Video Essays on the Auteur
The meaning Sarris was trying to express with the phrase “interior
meaning” is perhaps best expressed through the “video essay” form of
film criticism
Two examples:

https://vimeo.com/98484833

https://filmmakermagazine.com/93086-watch-mirrors-of-bergman-by-
kogonada/#.VewByM7IKH8
Individuality and Mass Culture

• The auteur theory was basically trying to find


the individual within the mass cultural
products.
• Much of mass culture was standardized and
homogenous (the same) (the culture
industry) (Theodor Adorno)
• The auteur theory argued that, with certain
films and filmmakers, you could see
individuality
• Seeing the art within (certain) popular
culture
The Commerce of
Auteurism
• Scholar Timothy Corrigan was one of the
first to suggest that authorship has become
a major commercial strategy within film
discourse
• Auteur as Star (Brand Name)
• Authors are now recognized brand names
within film discourse
• For example, some films are described as
“Hitchcockian” after the director Alfred
Hitchcock, one of the first celebrity
filmmakers
• Films are often marketed by their director’s
name, in both mainstream cinema and,
especially, art and festival movies.
Authorship and
Television
• Cinema became recognized as an art form
in the 1950s partially because it was
replaced as mass culture by television.
• Up until the 2000s, television was
considered low culture and the idea of
authorship was rarely discussed.
• However, in the 2000s, there begins a
“Golden Age” of American television, with
shows such as The Sopranos, Deadwood,
The Wire, and Breaking Bad
• This was also a point at which television
was being replaced as mass culture by the
internet
The Rise of the “Showrunner”
• Television shows, however, rarely had a single writer or single
director; they were very much collaborative productions.
• However, when television started to gain more prestige, critics began
to discuss these shows through the figure of the “showrunner”
• This person was often the creator of the show, worked as the head
writer, and even directed some episodes.
• They were considered the main author of the television show, even if
there were many episodes that they did not write or direct.
• Today, television shows, if they are critically acclaimed, usually have
showrunners that are praised as auteurs.
Critiques of
Auteurism
• One of the most outspoken critics of auteurism was Pauline Kael.
• Thought auteur critics were judging movies like “buying clothes
by the label: This is Dior, so it’s good.”
• Felt a movie needed to be judged by its own merits, not its
author.
• Also did not think being distinctive or recognizable was a positive:
• “The smell of a skunk is more distinguishable than that of a rose.
Does that make it better?”
• Argued film is a collaborative process and rarely the result of a
single sensibility.
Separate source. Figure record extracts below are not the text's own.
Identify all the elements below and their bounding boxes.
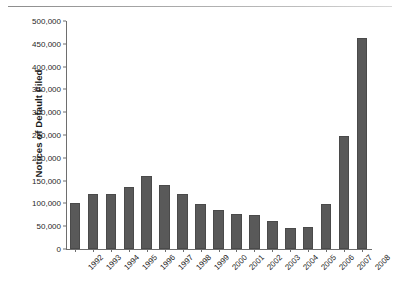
x-axis-tick-label: 2007 <box>355 253 374 272</box>
x-axis-tick-label: 2008 <box>373 253 392 272</box>
bar <box>357 38 368 249</box>
plot-area: 050,000100,000150,000200,000250,000300,0… <box>66 21 371 249</box>
x-axis-tick-label: 1995 <box>140 253 159 272</box>
x-axis-tick-mark <box>308 249 309 252</box>
x-axis-tick-label: 1998 <box>194 253 213 272</box>
x-axis-tick-mark <box>254 249 255 252</box>
x-axis-tick-label: 2001 <box>248 253 267 272</box>
y-axis-tick-label: 400,000 <box>10 62 66 71</box>
y-axis-tick-mark <box>63 112 66 113</box>
x-axis-tick-mark <box>272 249 273 252</box>
y-axis-tick-label: 100,000 <box>10 199 66 208</box>
x-axis-tick-mark <box>219 249 220 252</box>
x-axis-tick-label: 2004 <box>301 253 320 272</box>
y-axis-tick-mark <box>63 249 66 250</box>
bar <box>88 194 99 249</box>
x-axis-tick-label: 1999 <box>212 253 231 272</box>
bar <box>141 176 152 249</box>
x-axis-tick-mark <box>362 249 363 252</box>
y-axis-tick-label: 500,000 <box>10 17 66 26</box>
y-axis-tick-label: 300,000 <box>10 108 66 117</box>
y-axis-tick-label: 0 <box>10 245 66 254</box>
x-axis-tick-mark <box>147 249 148 252</box>
bar <box>285 228 296 249</box>
y-axis-tick-label: 450,000 <box>10 39 66 48</box>
x-axis-tick-label: 2000 <box>230 253 249 272</box>
x-axis-tick-mark <box>201 249 202 252</box>
y-axis-tick-mark <box>63 89 66 90</box>
bar <box>231 214 242 249</box>
x-axis-tick-mark <box>290 249 291 252</box>
y-axis-tick-mark <box>63 43 66 44</box>
x-axis-tick-mark <box>93 249 94 252</box>
x-axis-tick-label: 2005 <box>319 253 338 272</box>
x-axis-tick-mark <box>344 249 345 252</box>
x-axis-tick-label: 2006 <box>337 253 356 272</box>
y-axis-tick-mark <box>63 21 66 22</box>
x-axis-tick-label: 2003 <box>284 253 303 272</box>
y-axis-tick-label: 250,000 <box>10 131 66 140</box>
bar <box>106 194 117 249</box>
y-axis-tick-label: 200,000 <box>10 153 66 162</box>
bar <box>159 185 170 249</box>
bar <box>267 221 278 249</box>
bar <box>249 215 260 249</box>
bar <box>339 136 350 249</box>
x-axis-tick-mark <box>165 249 166 252</box>
x-axis-tick-label: 1996 <box>158 253 177 272</box>
y-axis-tick-mark <box>63 157 66 158</box>
bar <box>213 210 224 249</box>
bar <box>124 187 135 249</box>
x-axis-tick-mark <box>129 249 130 252</box>
bar <box>195 204 206 249</box>
y-axis-tick-mark <box>63 180 66 181</box>
y-axis-tick-mark <box>63 226 66 227</box>
x-axis-tick-label: 1992 <box>86 253 105 272</box>
bar <box>303 227 314 249</box>
x-axis-tick-mark <box>326 249 327 252</box>
y-axis-tick-mark <box>63 66 66 67</box>
y-axis-tick-mark <box>63 135 66 136</box>
x-axis-tick-mark <box>75 249 76 252</box>
x-axis-tick-label: 2002 <box>266 253 285 272</box>
y-axis-tick-label: 150,000 <box>10 176 66 185</box>
x-axis-tick-mark <box>236 249 237 252</box>
y-axis-tick-label: 350,000 <box>10 85 66 94</box>
bar <box>177 194 188 249</box>
x-axis-tick-mark <box>111 249 112 252</box>
y-axis-tick-label: 50,000 <box>10 222 66 231</box>
bar <box>70 203 81 249</box>
bar <box>321 204 332 249</box>
x-axis-tick-label: 1993 <box>104 253 123 272</box>
x-axis-tick-label: 1994 <box>122 253 141 272</box>
y-axis-tick-mark <box>63 203 66 204</box>
x-axis-tick-mark <box>183 249 184 252</box>
bar-chart-figure: Notices of Default Filed 050,000100,0001… <box>0 0 399 286</box>
x-axis-tick-label: 1997 <box>176 253 195 272</box>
Kael also liked movies “low-brow” status and did
not want them to become “respectable”
Roland Barthes, “The Death of the Author”
• 1968 essay
• An even more fundamental challenge to the idea of
authorship, critiquing the idea of the author in literature.
• Barthes felt western culture placed too much importance on
the individual creator; instead, he wanted to shift the
emphasis to the reader, who really give meaning to texts
through their interpretation.
• “To give a text an author is to impose a limit on that text.”
• For Barthes, texts should remain open and not fixed in
meaning.
• “The birth of the reader must be at the cost of the death of
the author.”
Discussion Questions

• Think about the following mediums:


• Literature, Painting, Sculpture, Music, Architecture,
Film, Television, Video Games
• In which mediums is the idea of authorship most
important, and in which is authorship least important?
Why?
• Should the “intention” of the author matter? If the
author says a text has a particular meaning, should the
audience agree to that meaning? Why or why not?
• How important are “authors” in terms of your
consumption of media entertainment? Do you know
the author of most media you consume? Is authorship
important to why you decide to read, watch or listen to
a specific type of media?
Authorship and Meaning
Authorship is one way in which we can make meaning of a
text.

But it can also limit the meaning to the author’s intention.

Audiences will always interpret texts, but authorship will


structure and restrict these interpretations.